Saturday, September 15, 2012

Books: Starting Strength

If you're a longtime Shangrila Towers reader, you might recall that I lifted weights on and off during law school. Back then, I took my training routines from exercise books and magazines: working certain body parts on each day and doing a lot of isolation lifts (like bicep and tricep curls).

I got fairly toned, but I never really increased my strength dramatically, and the workouts took a lot of time.  I guess it isn't surprising that since I joined the rat race a couple years ago, I haven't touched a dumbbell, barbell, or weight machine.

One day, though, I realized just how much strength I had lost (again). I needed to workout - not in a way that made me look stronger, but in a way that just plain made me stronger. Enter...

 


"Starting Strength" is a book about barbell training, perhaps the most detailed book on the subject ever written. The author, Mark Rippetoe, has taken the old-school Bill Starr-era barbell regime and broken it down from every conceivable angle - how to perform an exercise, why an exercise strengthens your body, why an exercise is better than other exercises, and so on (there's dozens and dozens of pages about the squat, for instance). Rippetoe only recommends tried-and-true, compound joint exercises - squats, deadlifts, presses, and the like.

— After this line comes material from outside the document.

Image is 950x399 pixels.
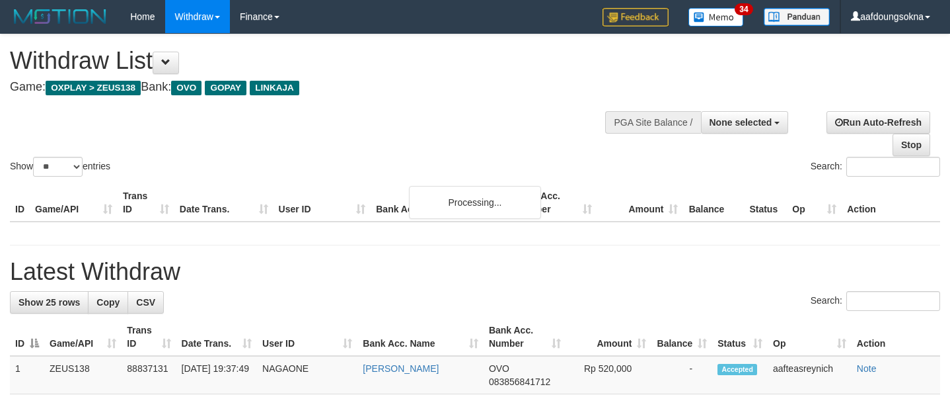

I followed the "Starting Strength" approach for a couple weeks (well, as modified by StrongLifts.com), and I'm already noticing increases in my real world strength: I can get more stick on a tennis ball, I can hold a rifle steadier, etc. Of course, the flip side is that I'm pretty sore the day after a workout, but it's a small price to pay for getting stronger. As Coach Rippetoe says, "Strong people are harder to kill than weak people, and more useful in general."